Japan’s earliest public baths were attached to Buddhist temples, but the sento really took off in the dense, dirty environments of Tokyo and its precursor, Edo. Their primary appeal was practical: even as Tokyo prepared to host the Olympics in 1964, only around a third of its homes had bathing facilities. But sento also came to play an important role as common spaces that bring together people from different walks of life.
As private showers and baths proliferated—at least 98% of homes in Tokyo now have them—the sento started to dry up. As in lots of Japan’s traditional industries, many owners resisted change. With an ageing clientele, the equally elderly proprietors often decide to call it quits. “It’s becoming increasingly difficult for bathhouses to survive just as bathhouses alone,” says Kuryu Haruka of Sento & Neighbourhood, which works to preserve old bathhouses.

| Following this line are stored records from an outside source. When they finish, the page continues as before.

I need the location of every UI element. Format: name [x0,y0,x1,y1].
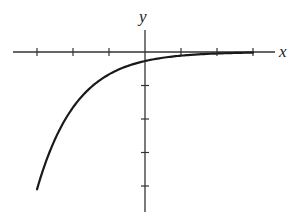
y-axis-label: y [137,7,147,26]
axes [13,30,275,212]
plot: x y [0,0,305,217]
x-axis-label: x [278,42,287,61]
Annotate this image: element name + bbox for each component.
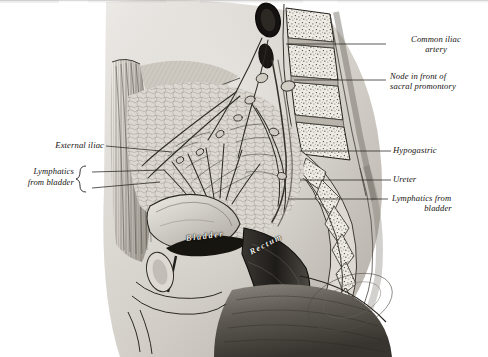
label-node-sacral-promontory-line2: sacral promontory xyxy=(390,81,488,91)
label-hypogastric: Hypogastric xyxy=(393,145,487,155)
label-ureter: Ureter xyxy=(393,174,487,184)
label-common-iliac-artery-line2: artery xyxy=(388,44,484,54)
label-node-sacral-promontory: Node in front of xyxy=(390,71,488,81)
label-lymphatics-from-bladder-left: Lymphatics xyxy=(0,166,74,176)
label-lymphatics-from-bladder-right: Lymphatics from xyxy=(392,193,488,203)
label-external-iliac: External iliac xyxy=(4,140,104,150)
label-common-iliac-artery: Common iliac xyxy=(388,34,484,44)
label-lymphatics-from-bladder-right-line2: bladder xyxy=(392,203,484,213)
scan-artifact xyxy=(0,0,488,1)
label-lymphatics-from-bladder-left-line2: from bladder xyxy=(0,177,74,187)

Younger devotees reckon that sento must instead focus on fostering their communities, with a contemporary spin. After taking over Ume-yu, a historic sento in Kyoto, Minato Sanjiro attracted new clients by hosting concerts and flea markets at the bathhouse and by advertising online. His customer base grew from 70 people a day to around 250 before the pandemic hit. Whereas as many as 80% of the bathers were once senior citizens, now some 60% are in their 20s and 30s. Inari-yu is building a community space in an adjacent building, which will function as a lounge for bathers as well as a place for communal meals and exhibitions.
Others have opted for hipster makeovers. The third-generation owners of the 90-year-old Kogane-yu in eastern Tokyo have remodelled the venerable bathhouse; it reopened last year as a sleek modern space with a craft-beer bar and vinyl turntables.
Such changes can be divisive. Older regulars sometimes find the new bells and whistles alienating. Purists worry that turning sento into hipster haunts will ruin their democratic charm. “If you go too far in creating a new style, the idea of sento will be destroyed,” says Mr Minato. “But if we don’t change, the sento won’t survive.”